Students, volunteers and staff take a break after planting a large portion of the UC Davis Animal Science GATEway Garden. The bench featured in this photo was once a large animal "squeeze chute" which has been re-purposed by the Animal Science crew to serve as seating in this unique garden.
Have you seen the UC Davis Animal Science GATEway Garden? Be sure to stop by when you get a chance to check out the newly-planted beds and to enjoy the peaceful surroundings, that is, if the nearby donkey is not braying!
You may feel as though you are trespassing because there is a gate at the entrance, but it pushes right open to give visitors a closer glimpse of the animals, and, once the interpretive signage is installed, an educational look at the research being conducted here. Take note of the farm equipment re-purposed by creative Animal Science crew members; there’s a bench viewing area created using old wagon wheels, another seating area that makes a squeeze chute look inviting (see photo at the left), planters made from feeding troughs, and a picnic bench fashioned from a hay feeder.
Under the large valley oak at the center of the garden you will find a selection of California natives known to thrive in this tree’s shade. Large sandstone rocks brought in from the upper reaches of Putah Creek provide visual definition and serve to separate the planting areas within the raised beds. As the plants radiate out from the oak you’ll find a mix of selections native to the southwest and high-desert including a variety of grasses typically consumed by domesticated animals raised in these areas.
Notice the lack of landscaping west of the oak tree? That’s a placeholder for a large teaching deck yet to be installed.

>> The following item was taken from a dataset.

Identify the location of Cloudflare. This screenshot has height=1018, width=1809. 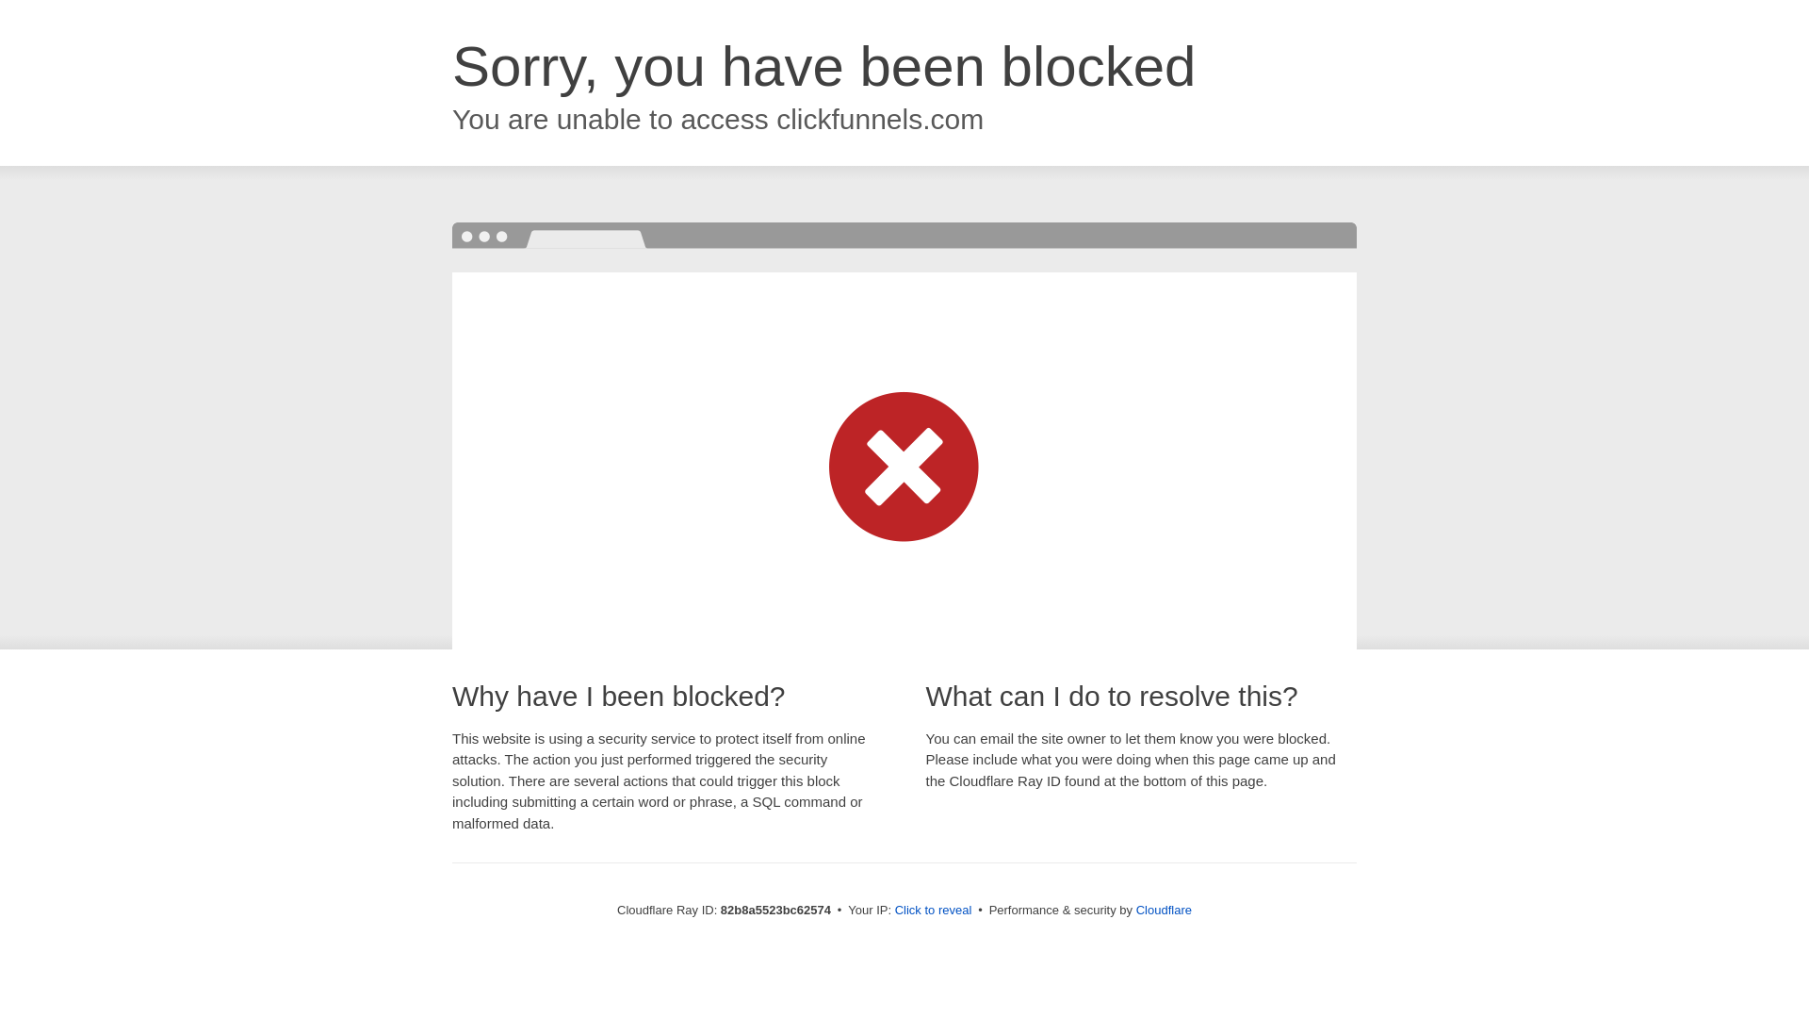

READ MORE about the history of the creation of this garden here.
VIEW A SLIDESHOW OF PHOTOS
Arboretum Drive now open to bikes and pedestrians

The construction involved in the creation of the newest portion of Arboretum Drive is complete and almost of all of the landscaping installed on this pedestrian and bikeway-only path formerly known as Old Davis Road.
In order to ease car congestion near the core of campus, “new” Old Davis Road leads visitors from the UC Davis freeway exit all the way to the City of Davis while the new Arboretum Drive (formerly Old Davis Road) is reserved for bikes and pedestrians. Does none of this make sense to you? Read more about this project and the road changes here.

Photo caption: Some of the staff and volunteer gardeners responsible for installing the new landscape around the Arboretum Drive entry plaza.
One of the most exciting parts of this transformation was the creation of an Arboretum entry plaza near the campus’s front door, just past the Mondavi Center for the Performing Arts, in addition to an attractive brick walkway leading visitors into the Mary Wattis Brown Native Plant Garden. The plan is for plazas and pathways like this to appear throughout the Arboretum.
Narrowing the road and creating a thoroughfare for bikes and pedestrians opened up a significant area in need of landscaping. This portion of the project was managed by Stacey Parker, UC Davis Arboretum GATEways horticulturist. Her volunteers teamed up with other Arboretum volunteer gardening teams to create a landscape worthy of this high-profile entrance and transition seamlessly to nearby gardens.
This project also included a new entrance and exit from the UC Davis Arboretum’s T. Elliot Weier Redwood Grove and improved transitions from Arboretum pathways to the road. If you haven’t been to this area of campus in a while, it’s worth a trip just to enjoy a stroll along this new portion of Arboretum Drive without having to worry about car traffic.
CHECK OUT OUR SLIDESHOW of photos documenting the progress of this project.